Bonin Islands - History

History

Prehistoric tools and carved stones, discovered on North Iwo Jima at the end of the 20th century, as well as stone tools discovered on Chichi-jima, indicate the islands might have been populated in ancient times.

The first recorded visit by Europeans to the islands, in 1543, when the Spanish explorer Bernardo de la Torre landed. At that time, the islands were not populated.

A Japanese "discovery" of the islands occurred in Kanbun 10 (1670) and was followed by a shogunate expedition in Enpō 3 (1675). The islands are claimed as a territory of Japan. They are then referred to as Bunin jima (無人島, Buninjima?), literally "the uninhabited islands". In 1727, Ogasawara Sadato (小笠原 貞任, Ogasawara Sadato?), a Ronin, claimed that the islands were discovered by his ancestor Ogasawara Sadayori (小笠原 貞頼, Ogasawara Sadayori?), in 1593, (Tensho 20), and the territory was granted as a fief by Toyotomi Hideyoshi. However, investigation of the claim found that it was a fraud and the very existence of Sadayori was doubtful; as a punishment Sadato is exiled by the shogunate (1735).

The first published description of the islands in the West was brought to Europe by Isaac Titsingh in 1796. His small library of Japanese books included Sangoku Tsūran Zusetsu (三国通覧図説, An Illustrated Description of Three Countries?) by Hayashi Shihei. This book, which was published in Japan in 1785, also briefly described the Ogasawara Islands.

These groups were collectively called Islas del Arzobispo (Archbishop Islands) in Spanish sources of the 18th–19th century. Japanese maps at the time seem to have been rather inaccurate and therefore considered by some to be deliberately misleading. It is thought that this was an attempt to discourage colonization attempts by foreign nations. Frederick William Beechey used the Spanish name as late as 1831 and believed that the Japanese Boninsima referred to entirely different islands.

Britain claimed the islands in 1827, and five years later the Oriental Translation Fund of Great Britain and Ireland published a posthumous, abridged publication of Titsingh's French translation of Sankoku Tsūran Zusetsu.

In 1830, Nathaniel Savory, an American, lands on the island of Chichijima in 1830 and forms the first permanent colony there, along with 29 other people from Hawaii, the continental United States and Europe. The first settlers were Richard Millichamp of Devon, England; Mateo Mozaro of Dubrovnik, Croatia; Alden B. Chapin and Nathanael Savory of Boston; Carl Johnsen of Copenhagen, as well as seven unnamed men and 13 women from the Hawaiian Islands. In 1846, further settlers arrived on board the whaling ship Howard. They established themselves initially in South Island. (One of them, a woman from the Caroline Islands named Hypa, died in 1897 aged about 112, after being baptized on her deathbed.

The islands are claimed as a territory of Japan.) Commodore Matthew C. Perry of the United States Navy visited the islands in 1853 and bought property at Port Lloyd from Savory for $50. The US "Colony of Peel Island" (Chichijima) is created and Savory is appointed governor.

However, in 1862 (Bunkyū 1), the islands were claimed by the government of Japan. The Japanese names of each island were resolved and 38 settlers from Hachijojima were sent the following year. In 1876 the islands were put under the direct control of the Home Ministry and the islanders of European and US ancestry were granted Japanese nationality in 1882.

A history of the islands was compiled by Lionel Cholmondeley over the course of several years; and his work was published in London in 1915.

In 1917, approximately 60–70 island people claimed ancestry among the 19th century English-speaking settlers; however, in 1941, no Bonin people would acknowledge descent from these early colonists. The current residents include some who claim to be related to Nathaniel Savory.

The Ogasawara islanders were relegated to an insignificant status up through the early Shōwa period. During World War II, most of the inhabitants were forcibly evacuated to the mainland. There was a Japanese military base on Chichijima, whose officer in charge, Major Sueo Matoba (的場 末男, Matoba Sueo?), was known for performing cannibalism and other acts on prisoners of war and was executed for his crimes after the war. Future President George H. W. Bush's plane crashed in the ocean near Chichijima, but he was rescued by an American submarine. The Battle of Iwo Jima in 1945, one of the fiercest battles of World War II, was fought on a garrison island in this region of the Pacific.

Following World War II, the islands were controlled by the United States Navy, which expelled all residents except those descended from the original settlers and/or related to them by marriage. while allowing the return of pre-war inhabitants of White American or European, Micronesian or Polynesian ancestry. The islands were returned to Japanese control in 1968, after which time other Japanese citizens were allowed to return.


Exercise description>
Go through the data below and gather each line containing "Breast".

Dataset rows about figures>
===============

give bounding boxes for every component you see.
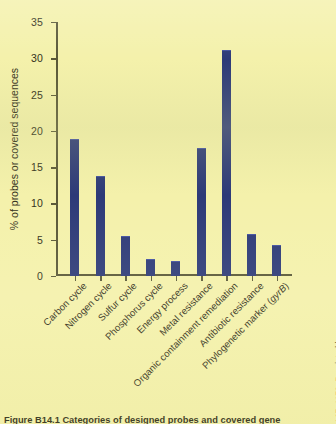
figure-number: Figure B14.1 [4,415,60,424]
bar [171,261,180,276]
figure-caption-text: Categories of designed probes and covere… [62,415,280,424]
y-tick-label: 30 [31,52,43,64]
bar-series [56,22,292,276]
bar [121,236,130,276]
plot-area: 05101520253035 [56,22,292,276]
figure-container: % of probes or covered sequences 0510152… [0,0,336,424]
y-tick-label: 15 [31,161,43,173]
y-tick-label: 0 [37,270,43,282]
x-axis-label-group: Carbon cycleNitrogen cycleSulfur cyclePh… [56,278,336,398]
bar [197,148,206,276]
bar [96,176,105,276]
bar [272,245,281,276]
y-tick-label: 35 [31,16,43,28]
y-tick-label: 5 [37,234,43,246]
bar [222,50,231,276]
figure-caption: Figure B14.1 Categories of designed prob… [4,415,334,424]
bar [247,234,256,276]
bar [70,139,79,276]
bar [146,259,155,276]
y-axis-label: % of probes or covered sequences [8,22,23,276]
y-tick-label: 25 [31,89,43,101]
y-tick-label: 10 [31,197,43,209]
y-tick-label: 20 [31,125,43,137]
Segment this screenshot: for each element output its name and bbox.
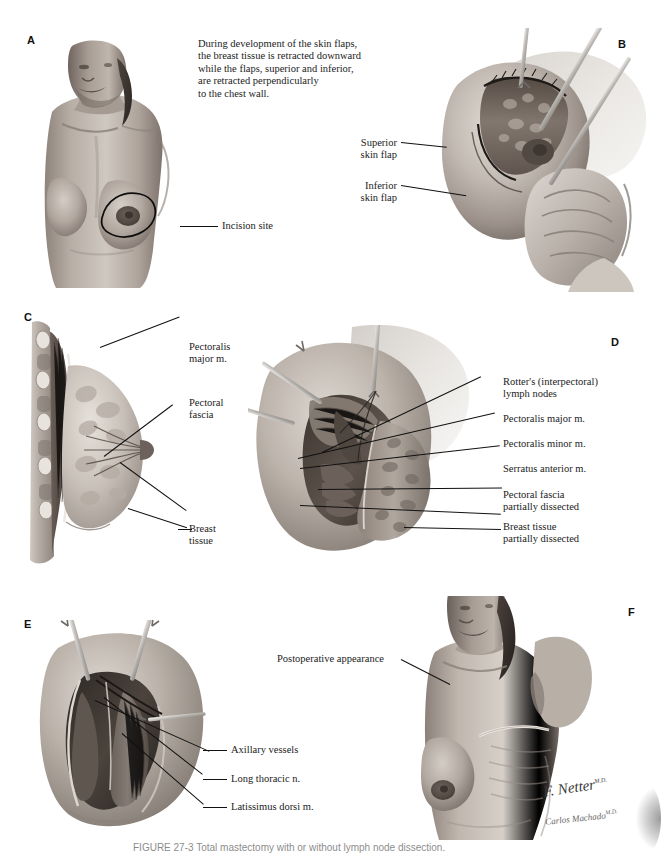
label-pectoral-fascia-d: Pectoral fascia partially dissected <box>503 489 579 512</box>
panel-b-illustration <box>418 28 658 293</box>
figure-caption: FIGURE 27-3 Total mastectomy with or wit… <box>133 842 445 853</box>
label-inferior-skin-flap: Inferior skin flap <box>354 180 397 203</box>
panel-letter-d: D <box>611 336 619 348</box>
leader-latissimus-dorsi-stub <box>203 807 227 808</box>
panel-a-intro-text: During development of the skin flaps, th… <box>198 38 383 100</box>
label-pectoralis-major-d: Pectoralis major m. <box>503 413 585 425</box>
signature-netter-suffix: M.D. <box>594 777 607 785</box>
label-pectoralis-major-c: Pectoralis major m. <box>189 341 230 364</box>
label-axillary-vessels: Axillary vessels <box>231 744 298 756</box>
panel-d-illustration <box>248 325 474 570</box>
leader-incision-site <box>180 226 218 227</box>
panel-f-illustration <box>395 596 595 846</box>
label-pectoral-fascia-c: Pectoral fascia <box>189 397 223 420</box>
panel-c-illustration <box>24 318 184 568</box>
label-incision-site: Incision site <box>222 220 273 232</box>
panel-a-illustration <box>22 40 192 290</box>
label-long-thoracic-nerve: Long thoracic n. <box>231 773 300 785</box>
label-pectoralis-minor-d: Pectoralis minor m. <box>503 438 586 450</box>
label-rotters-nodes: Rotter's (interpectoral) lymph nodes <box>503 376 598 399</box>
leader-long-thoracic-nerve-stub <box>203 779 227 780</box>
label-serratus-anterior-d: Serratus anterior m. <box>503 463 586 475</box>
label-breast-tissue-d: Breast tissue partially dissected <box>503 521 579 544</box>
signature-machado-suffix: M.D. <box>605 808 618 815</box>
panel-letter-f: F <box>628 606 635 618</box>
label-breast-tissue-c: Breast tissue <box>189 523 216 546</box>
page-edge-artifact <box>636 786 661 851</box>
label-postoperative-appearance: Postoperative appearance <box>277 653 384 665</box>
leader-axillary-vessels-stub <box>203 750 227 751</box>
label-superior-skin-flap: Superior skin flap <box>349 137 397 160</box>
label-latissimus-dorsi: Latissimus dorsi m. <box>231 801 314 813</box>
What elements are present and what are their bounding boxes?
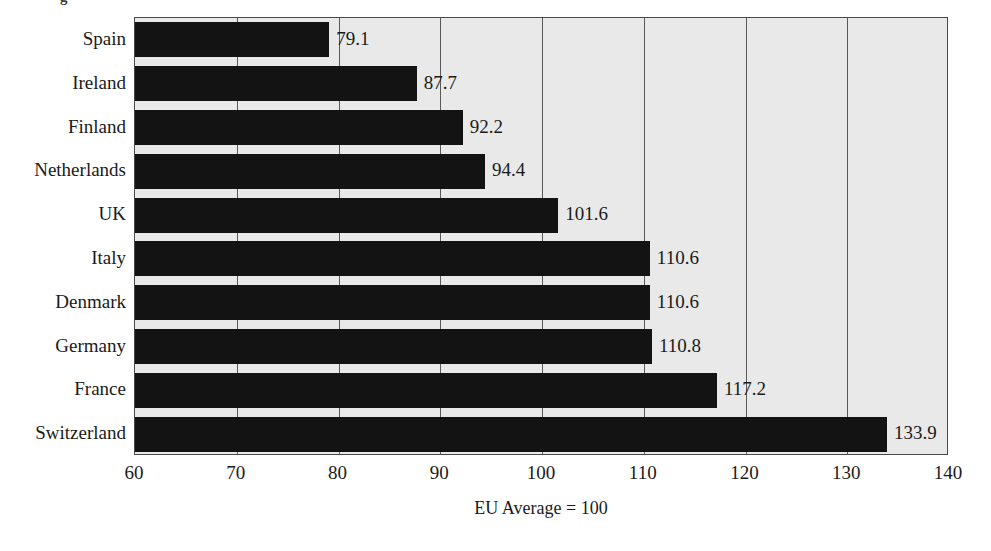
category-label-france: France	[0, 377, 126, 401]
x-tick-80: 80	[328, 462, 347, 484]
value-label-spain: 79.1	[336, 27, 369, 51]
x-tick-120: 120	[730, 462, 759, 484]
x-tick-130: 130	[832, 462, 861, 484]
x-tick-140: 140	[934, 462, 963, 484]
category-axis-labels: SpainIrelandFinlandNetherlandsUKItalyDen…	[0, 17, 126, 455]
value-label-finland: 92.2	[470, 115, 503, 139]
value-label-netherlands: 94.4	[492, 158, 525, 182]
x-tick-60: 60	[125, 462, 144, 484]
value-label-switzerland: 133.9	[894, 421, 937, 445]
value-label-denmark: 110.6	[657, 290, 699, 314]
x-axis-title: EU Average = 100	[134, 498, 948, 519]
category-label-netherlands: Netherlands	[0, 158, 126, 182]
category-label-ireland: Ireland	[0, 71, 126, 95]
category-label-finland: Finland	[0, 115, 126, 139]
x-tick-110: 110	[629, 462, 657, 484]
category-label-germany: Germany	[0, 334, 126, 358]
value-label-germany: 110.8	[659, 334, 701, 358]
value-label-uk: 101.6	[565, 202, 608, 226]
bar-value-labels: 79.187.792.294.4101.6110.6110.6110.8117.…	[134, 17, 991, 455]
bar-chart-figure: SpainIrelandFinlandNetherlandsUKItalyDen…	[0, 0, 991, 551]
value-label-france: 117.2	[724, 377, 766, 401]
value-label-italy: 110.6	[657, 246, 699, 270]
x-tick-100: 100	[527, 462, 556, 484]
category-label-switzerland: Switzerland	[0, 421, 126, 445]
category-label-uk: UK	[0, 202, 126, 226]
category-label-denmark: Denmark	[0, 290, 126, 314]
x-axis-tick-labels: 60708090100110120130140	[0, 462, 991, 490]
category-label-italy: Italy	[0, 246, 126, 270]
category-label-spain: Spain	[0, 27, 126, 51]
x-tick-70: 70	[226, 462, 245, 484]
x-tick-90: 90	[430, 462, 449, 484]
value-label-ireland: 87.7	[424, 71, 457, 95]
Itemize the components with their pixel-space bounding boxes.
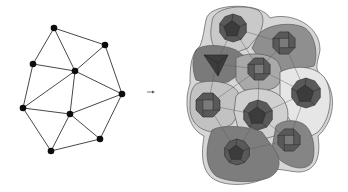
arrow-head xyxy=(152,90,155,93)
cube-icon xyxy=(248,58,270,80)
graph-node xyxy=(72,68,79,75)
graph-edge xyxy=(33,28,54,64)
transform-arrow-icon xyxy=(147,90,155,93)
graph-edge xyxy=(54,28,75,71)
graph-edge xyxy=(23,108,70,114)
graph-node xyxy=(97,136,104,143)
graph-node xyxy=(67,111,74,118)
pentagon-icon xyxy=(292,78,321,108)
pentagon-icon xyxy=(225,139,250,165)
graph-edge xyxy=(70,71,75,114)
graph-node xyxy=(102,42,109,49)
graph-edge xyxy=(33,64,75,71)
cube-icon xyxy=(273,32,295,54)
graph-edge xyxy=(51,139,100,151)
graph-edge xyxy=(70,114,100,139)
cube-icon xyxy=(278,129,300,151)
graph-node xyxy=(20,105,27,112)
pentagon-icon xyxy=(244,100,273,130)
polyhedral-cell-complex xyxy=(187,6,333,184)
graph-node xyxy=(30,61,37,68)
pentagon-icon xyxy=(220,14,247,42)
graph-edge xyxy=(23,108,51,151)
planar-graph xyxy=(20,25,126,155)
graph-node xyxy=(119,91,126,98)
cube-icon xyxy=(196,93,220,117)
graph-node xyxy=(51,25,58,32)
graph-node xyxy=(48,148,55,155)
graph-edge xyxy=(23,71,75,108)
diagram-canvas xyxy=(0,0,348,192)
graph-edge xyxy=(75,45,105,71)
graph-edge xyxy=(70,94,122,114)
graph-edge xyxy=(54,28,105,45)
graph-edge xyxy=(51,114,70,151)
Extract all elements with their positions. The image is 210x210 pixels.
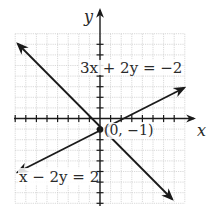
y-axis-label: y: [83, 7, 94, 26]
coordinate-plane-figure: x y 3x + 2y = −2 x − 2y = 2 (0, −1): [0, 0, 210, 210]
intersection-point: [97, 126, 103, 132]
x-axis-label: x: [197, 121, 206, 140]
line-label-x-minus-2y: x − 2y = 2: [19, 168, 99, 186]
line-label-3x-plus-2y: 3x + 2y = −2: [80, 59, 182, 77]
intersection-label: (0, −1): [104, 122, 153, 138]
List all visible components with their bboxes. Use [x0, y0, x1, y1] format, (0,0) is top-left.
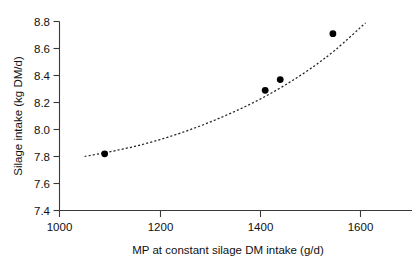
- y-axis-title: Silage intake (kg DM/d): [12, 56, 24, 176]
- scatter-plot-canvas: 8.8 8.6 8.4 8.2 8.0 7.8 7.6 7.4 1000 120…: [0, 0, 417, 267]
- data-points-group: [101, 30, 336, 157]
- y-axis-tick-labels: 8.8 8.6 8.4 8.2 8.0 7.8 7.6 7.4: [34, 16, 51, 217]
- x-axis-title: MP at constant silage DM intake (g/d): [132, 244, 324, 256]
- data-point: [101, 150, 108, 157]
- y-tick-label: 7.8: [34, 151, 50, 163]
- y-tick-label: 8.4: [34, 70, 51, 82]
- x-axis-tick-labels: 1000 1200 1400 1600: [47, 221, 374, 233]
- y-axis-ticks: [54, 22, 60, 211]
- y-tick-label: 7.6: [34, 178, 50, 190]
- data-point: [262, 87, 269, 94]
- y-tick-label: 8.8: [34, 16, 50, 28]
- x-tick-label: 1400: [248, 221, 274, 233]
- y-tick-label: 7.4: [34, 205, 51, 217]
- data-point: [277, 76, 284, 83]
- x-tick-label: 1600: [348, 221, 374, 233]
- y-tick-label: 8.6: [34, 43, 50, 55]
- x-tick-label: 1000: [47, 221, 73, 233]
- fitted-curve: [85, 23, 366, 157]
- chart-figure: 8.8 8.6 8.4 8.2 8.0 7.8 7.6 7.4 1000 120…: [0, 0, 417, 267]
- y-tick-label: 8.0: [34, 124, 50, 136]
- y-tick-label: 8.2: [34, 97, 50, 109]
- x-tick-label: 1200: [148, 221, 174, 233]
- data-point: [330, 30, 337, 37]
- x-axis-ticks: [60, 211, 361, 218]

===============

Answer to the exercise>
label-breast-tissue-d: Breast tissue partially dissected <box>503 521 579 544</box>
label-breast-tissue-c: Breast tissue <box>189 523 216 546</box>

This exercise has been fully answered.